In Harvard college admissions the Committee has not set target quotas for the number of blacks, or of musicians, football players, physicists or Californians to be admitted in a given year.
In a nutshell, the Court had ruled that while schools could give minority applicants some extra preference and consideration, they couldn't set aside a quota of positions for minority students that excluded whites. Such a program, like that at the Davis Medical School, constituted reverse discrimination. Bakke had won his case and would be admitted as a student. It was the first time that the Supreme Court applied civil rights protection to white students seeking admission to a university.
—Stephen G. Christianson
Suggestions for Further Reading
Ball, Howard. The Bakke Case: Race, Education, and Affirmative Action. University of Kansas Press, 2000.
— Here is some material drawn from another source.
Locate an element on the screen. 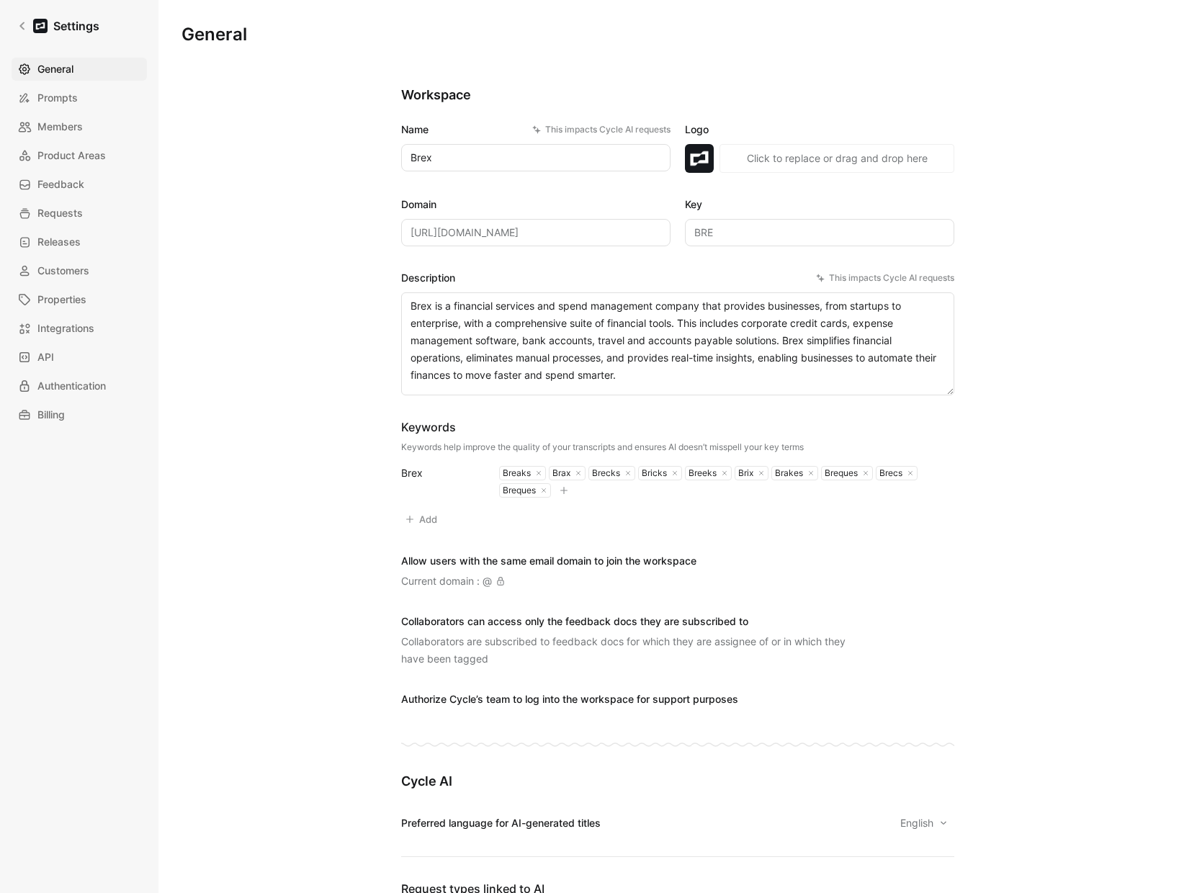  div: Brecks is located at coordinates (604, 473).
"Five Cases That Changed American Society." Scholastic Update (November 30, 1984): 19-20.
"Minorities Down at Davis Univ. Since Bakke Case." Jet (June 7, 1982): 8.
Mooney, Christopher F. Inequality and the American Conscience. Justice Through the Judicial System. New York: Paulist Press, 1982.
O'Neill, Timothy J. Bakke & the Politics of Equality: Friends and Foes in the Classroom of Litigation. Middletown, Conn.: Wesleyan University Press, 1985.
Schwartz, Bernard. Behind Bakke: Affirmative Action and the Supreme Court. New York: New York University Press, 1988.